1487, Brescia: BONINO DE' BONINI

This Comedy with the Landino commentary is generally considered the masterpiece of Brescian printing during the 15th century. With its 68 woodcuts and typographical decorum, this folio edition evidently sought to present itself as unique in a market increasingly frequented by editions of Dante. It is the second illustrated edition of the Comedy, after the Florentine edition of 1481, but the first to be illustrated by woodcuts. Folio size designs illustrate all the cantos of the Inferno and Purgatorio and the first canto of the Paradiso. They are framed by beautiful borders cut upon a black background with classical motifs -- vases, swirls, ornamental masks -- all inserted within exquisitely crafted candelabra. The woodcuts are done by various hands, with the first nineteen based upon Botticelli's designs for the Florentine 1481 edition. The other woodcuts which adorn this Comedy in turn became models for later illustrated editionsof the poem, including the Venetian editions of the 1490s (see the next four items). The edition also had philological pretensions, and reveals the hand of a corrector who sought a measure of orthographic standardization. The text appears to have been based upon the collation (i.e., comparison) of the 1481 edition with a manuscript.

The Dalmatian Bonino Bonini came to Brescia in 1483 after initial experience as a printer in Venice (he published his only Venetian edition, Lactantius' Divinae institutiones, in 1475). Bonini combined excellent technical skill, good typographical taste, and a sharp sense for commercial organization. In eight years of activity between June 1483 and the beginning of 1491, Bonini printed more than forty editions, averaging 5.5 editions per year, the highest rate among all Brescian printers in the 15th century. More than half of his editions pertain to the humanistic genre of classics and commentaries to classics. Later during his career at Brescia he diversified into the lucrative legal market by offering juridical works and statutes. Bonino left Brescia in 1491 and resettled in Lyons, where he became a successful bookseller and editor.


--- TASK ITEM ---
Return each entry below word for word, leaving out any image.

###

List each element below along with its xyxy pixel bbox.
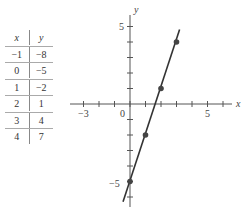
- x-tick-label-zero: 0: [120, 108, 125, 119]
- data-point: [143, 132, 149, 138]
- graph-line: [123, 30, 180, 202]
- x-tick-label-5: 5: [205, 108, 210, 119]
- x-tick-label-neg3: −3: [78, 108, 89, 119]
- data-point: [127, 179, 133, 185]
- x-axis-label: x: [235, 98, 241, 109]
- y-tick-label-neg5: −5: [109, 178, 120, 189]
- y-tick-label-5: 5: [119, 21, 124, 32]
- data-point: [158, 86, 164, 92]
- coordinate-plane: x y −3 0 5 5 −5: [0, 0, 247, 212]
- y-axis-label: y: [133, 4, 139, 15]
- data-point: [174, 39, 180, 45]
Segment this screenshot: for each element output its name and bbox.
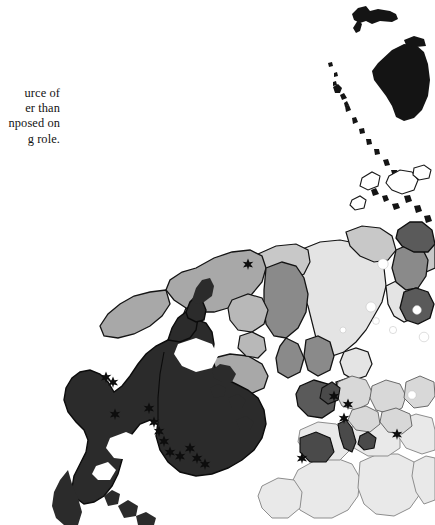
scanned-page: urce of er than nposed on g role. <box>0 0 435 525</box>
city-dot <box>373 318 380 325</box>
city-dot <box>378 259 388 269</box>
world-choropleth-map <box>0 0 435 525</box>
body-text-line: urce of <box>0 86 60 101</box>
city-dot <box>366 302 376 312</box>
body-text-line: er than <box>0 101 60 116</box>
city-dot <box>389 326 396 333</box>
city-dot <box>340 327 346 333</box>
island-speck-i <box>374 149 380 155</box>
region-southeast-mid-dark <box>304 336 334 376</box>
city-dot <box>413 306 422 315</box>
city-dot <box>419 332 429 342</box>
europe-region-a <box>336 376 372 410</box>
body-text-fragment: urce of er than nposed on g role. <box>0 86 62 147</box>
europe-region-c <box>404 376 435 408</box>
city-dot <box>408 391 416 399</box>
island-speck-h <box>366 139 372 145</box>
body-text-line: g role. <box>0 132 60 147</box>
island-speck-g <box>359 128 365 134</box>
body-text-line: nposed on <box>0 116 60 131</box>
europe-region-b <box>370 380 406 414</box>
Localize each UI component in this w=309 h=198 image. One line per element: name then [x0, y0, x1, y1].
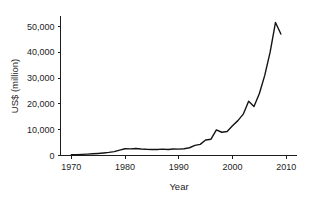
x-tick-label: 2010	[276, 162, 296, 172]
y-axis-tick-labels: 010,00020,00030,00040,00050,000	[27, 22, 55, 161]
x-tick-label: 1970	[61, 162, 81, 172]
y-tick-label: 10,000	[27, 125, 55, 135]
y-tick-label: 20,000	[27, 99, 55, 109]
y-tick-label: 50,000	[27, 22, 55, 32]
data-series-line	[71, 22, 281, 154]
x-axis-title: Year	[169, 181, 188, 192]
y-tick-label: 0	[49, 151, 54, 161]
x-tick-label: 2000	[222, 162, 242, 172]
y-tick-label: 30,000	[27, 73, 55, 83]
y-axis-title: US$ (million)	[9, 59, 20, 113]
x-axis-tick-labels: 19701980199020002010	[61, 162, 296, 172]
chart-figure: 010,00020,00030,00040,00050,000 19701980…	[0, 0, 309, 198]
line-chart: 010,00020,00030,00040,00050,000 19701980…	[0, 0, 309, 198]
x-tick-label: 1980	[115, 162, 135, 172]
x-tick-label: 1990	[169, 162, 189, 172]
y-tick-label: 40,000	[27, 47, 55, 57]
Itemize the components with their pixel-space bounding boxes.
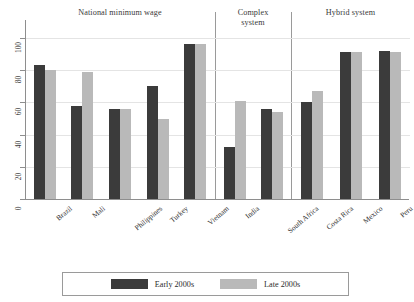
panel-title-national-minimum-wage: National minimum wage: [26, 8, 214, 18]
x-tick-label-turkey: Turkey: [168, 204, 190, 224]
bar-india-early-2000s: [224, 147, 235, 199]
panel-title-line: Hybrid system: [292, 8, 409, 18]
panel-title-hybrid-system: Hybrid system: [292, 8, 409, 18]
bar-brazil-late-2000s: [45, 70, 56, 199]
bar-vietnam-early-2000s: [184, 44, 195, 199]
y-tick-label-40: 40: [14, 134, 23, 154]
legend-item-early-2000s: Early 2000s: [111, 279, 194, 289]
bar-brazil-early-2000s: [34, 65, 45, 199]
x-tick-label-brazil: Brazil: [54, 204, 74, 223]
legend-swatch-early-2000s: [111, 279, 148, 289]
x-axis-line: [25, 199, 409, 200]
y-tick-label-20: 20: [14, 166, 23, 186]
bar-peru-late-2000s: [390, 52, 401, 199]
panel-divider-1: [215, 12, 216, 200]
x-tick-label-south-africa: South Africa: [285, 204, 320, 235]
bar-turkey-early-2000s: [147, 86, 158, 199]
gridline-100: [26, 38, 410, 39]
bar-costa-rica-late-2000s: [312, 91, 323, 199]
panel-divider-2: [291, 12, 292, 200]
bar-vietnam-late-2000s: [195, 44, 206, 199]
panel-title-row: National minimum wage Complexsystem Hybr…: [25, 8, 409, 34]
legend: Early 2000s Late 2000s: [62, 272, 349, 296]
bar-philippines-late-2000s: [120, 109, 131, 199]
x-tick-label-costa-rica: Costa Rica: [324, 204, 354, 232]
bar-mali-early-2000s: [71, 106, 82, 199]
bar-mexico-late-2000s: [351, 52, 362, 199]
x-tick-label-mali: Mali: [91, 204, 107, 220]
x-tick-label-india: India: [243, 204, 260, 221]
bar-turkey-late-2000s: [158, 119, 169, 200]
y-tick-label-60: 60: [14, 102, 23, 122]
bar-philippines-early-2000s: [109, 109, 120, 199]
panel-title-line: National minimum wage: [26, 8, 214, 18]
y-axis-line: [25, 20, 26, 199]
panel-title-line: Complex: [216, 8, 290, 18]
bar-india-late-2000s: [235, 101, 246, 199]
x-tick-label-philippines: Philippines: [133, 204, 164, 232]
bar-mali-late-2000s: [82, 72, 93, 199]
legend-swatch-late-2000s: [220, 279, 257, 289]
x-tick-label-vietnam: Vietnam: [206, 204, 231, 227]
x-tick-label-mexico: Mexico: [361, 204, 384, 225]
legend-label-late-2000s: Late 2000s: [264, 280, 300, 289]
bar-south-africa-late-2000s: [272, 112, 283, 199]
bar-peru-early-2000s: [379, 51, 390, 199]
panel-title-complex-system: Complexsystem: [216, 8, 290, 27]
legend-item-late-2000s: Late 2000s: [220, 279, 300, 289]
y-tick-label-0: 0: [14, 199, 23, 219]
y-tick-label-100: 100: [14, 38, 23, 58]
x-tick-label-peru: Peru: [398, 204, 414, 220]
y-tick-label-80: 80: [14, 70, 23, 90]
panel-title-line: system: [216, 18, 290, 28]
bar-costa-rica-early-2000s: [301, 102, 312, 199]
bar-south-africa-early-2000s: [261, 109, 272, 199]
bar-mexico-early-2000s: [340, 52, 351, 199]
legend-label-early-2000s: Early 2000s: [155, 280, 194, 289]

###

--- REPLY ---
List each element below along with its xyxy pixel bbox.
- x-tick-label-zero: 0: [120, 108, 125, 119]
- data-point: [143, 132, 149, 138]
- graph-line: [123, 30, 180, 202]
- x-tick-label-5: 5: [205, 108, 210, 119]
- x-tick-label-neg3: −3: [78, 108, 89, 119]
- data-point: [127, 179, 133, 185]
- x-axis-label: x: [235, 98, 241, 109]
- y-tick-label-neg5: −5: [109, 178, 120, 189]
- y-tick-label-5: 5: [119, 21, 124, 32]
- data-point: [158, 86, 164, 92]
- coordinate-plane: x y −3 0 5 5 −5: [0, 0, 247, 212]
- y-axis-label: y: [133, 4, 139, 15]
- data-point: [174, 39, 180, 45]
Segment this screenshot: for each element output its name and bbox.
scanned-page: urce of er than nposed on g role. <box>0 0 435 525</box>
city-dot <box>373 318 380 325</box>
city-dot <box>378 259 388 269</box>
world-choropleth-map <box>0 0 435 525</box>
body-text-line: urce of <box>0 86 60 101</box>
city-dot <box>366 302 376 312</box>
body-text-line: er than <box>0 101 60 116</box>
city-dot <box>389 326 396 333</box>
city-dot <box>340 327 346 333</box>
island-speck-i <box>374 149 380 155</box>
region-southeast-mid-dark <box>304 336 334 376</box>
city-dot <box>413 306 422 315</box>
city-dot <box>419 332 429 342</box>
europe-region-a <box>336 376 372 410</box>
body-text-fragment: urce of er than nposed on g role. <box>0 86 62 147</box>
europe-region-c <box>404 376 435 408</box>
city-dot <box>408 391 416 399</box>
island-speck-h <box>366 139 372 145</box>
body-text-line: g role. <box>0 132 60 147</box>
island-speck-g <box>359 128 365 134</box>
body-text-line: nposed on <box>0 116 60 131</box>
europe-region-b <box>370 380 406 414</box>
Localize each UI component in this w=309 h=198 image. One line per element: name then [x0, y0, x1, y1].
x-tick-label: 2010	[276, 162, 296, 172]
y-axis-tick-labels: 010,00020,00030,00040,00050,000	[27, 22, 55, 161]
x-tick-label: 1970	[61, 162, 81, 172]
y-tick-label: 10,000	[27, 125, 55, 135]
y-tick-label: 20,000	[27, 99, 55, 109]
y-tick-label: 50,000	[27, 22, 55, 32]
data-series-line	[71, 22, 281, 154]
x-axis-title: Year	[169, 181, 188, 192]
y-tick-label: 0	[49, 151, 54, 161]
x-tick-label: 2000	[222, 162, 242, 172]
y-tick-label: 30,000	[27, 73, 55, 83]
y-axis-title: US$ (million)	[9, 59, 20, 113]
x-axis-tick-labels: 19701980199020002010	[61, 162, 296, 172]
chart-figure: 010,00020,00030,00040,00050,000 19701980…	[0, 0, 309, 198]
line-chart: 010,00020,00030,00040,00050,000 19701980…	[0, 0, 309, 198]
x-tick-label: 1980	[115, 162, 135, 172]
x-tick-label: 1990	[169, 162, 189, 172]
y-tick-label: 40,000	[27, 47, 55, 57]
Itemize the components with their pixel-space bounding boxes.
panel-title-national-minimum-wage: National minimum wage: [26, 8, 214, 18]
x-tick-label-turkey: Turkey: [168, 204, 190, 224]
bar-india-early-2000s: [224, 147, 235, 199]
panel-title-line: Hybrid system: [292, 8, 409, 18]
panel-title-hybrid-system: Hybrid system: [292, 8, 409, 18]
bar-brazil-late-2000s: [45, 70, 56, 199]
bar-vietnam-early-2000s: [184, 44, 195, 199]
y-tick-label-40: 40: [14, 134, 23, 154]
legend-item-early-2000s: Early 2000s: [111, 279, 194, 289]
bar-brazil-early-2000s: [34, 65, 45, 199]
x-tick-label-brazil: Brazil: [54, 204, 74, 223]
legend-swatch-early-2000s: [111, 279, 148, 289]
x-axis-line: [25, 199, 409, 200]
y-tick-label-20: 20: [14, 166, 23, 186]
bar-peru-late-2000s: [390, 52, 401, 199]
panel-divider-1: [215, 12, 216, 200]
x-tick-label-south-africa: South Africa: [285, 204, 320, 235]
bar-turkey-early-2000s: [147, 86, 158, 199]
gridline-100: [26, 38, 410, 39]
bar-costa-rica-late-2000s: [312, 91, 323, 199]
panel-divider-2: [291, 12, 292, 200]
bar-vietnam-late-2000s: [195, 44, 206, 199]
panel-title-row: National minimum wage Complexsystem Hybr…: [25, 8, 409, 34]
legend: Early 2000s Late 2000s: [62, 272, 349, 296]
bar-philippines-late-2000s: [120, 109, 131, 199]
x-tick-label-costa-rica: Costa Rica: [324, 204, 354, 232]
bar-mali-early-2000s: [71, 106, 82, 199]
bar-mexico-late-2000s: [351, 52, 362, 199]
x-tick-label-mali: Mali: [91, 204, 107, 220]
x-tick-label-india: India: [243, 204, 260, 221]
bar-turkey-late-2000s: [158, 119, 169, 200]
y-tick-label-60: 60: [14, 102, 23, 122]
bar-philippines-early-2000s: [109, 109, 120, 199]
panel-title-line: National minimum wage: [26, 8, 214, 18]
y-axis-line: [25, 20, 26, 199]
panel-title-line: Complex: [216, 8, 290, 18]
bar-india-late-2000s: [235, 101, 246, 199]
x-tick-label-philippines: Philippines: [133, 204, 164, 232]
bar-mali-late-2000s: [82, 72, 93, 199]
legend-swatch-late-2000s: [220, 279, 257, 289]
x-tick-label-vietnam: Vietnam: [206, 204, 231, 227]
x-tick-label-mexico: Mexico: [361, 204, 384, 225]
legend-label-late-2000s: Late 2000s: [264, 280, 300, 289]
bar-south-africa-late-2000s: [272, 112, 283, 199]
bar-peru-early-2000s: [379, 51, 390, 199]
panel-title-complex-system: Complexsystem: [216, 8, 290, 27]
legend-item-late-2000s: Late 2000s: [220, 279, 300, 289]
y-tick-label-0: 0: [14, 199, 23, 219]
y-tick-label-100: 100: [14, 38, 23, 58]
x-tick-label-peru: Peru: [398, 204, 414, 220]
y-tick-label-80: 80: [14, 70, 23, 90]
panel-title-line: system: [216, 18, 290, 28]
bar-costa-rica-early-2000s: [301, 102, 312, 199]
bar-south-africa-early-2000s: [261, 109, 272, 199]
bar-mexico-early-2000s: [340, 52, 351, 199]
legend-label-early-2000s: Early 2000s: [155, 280, 194, 289]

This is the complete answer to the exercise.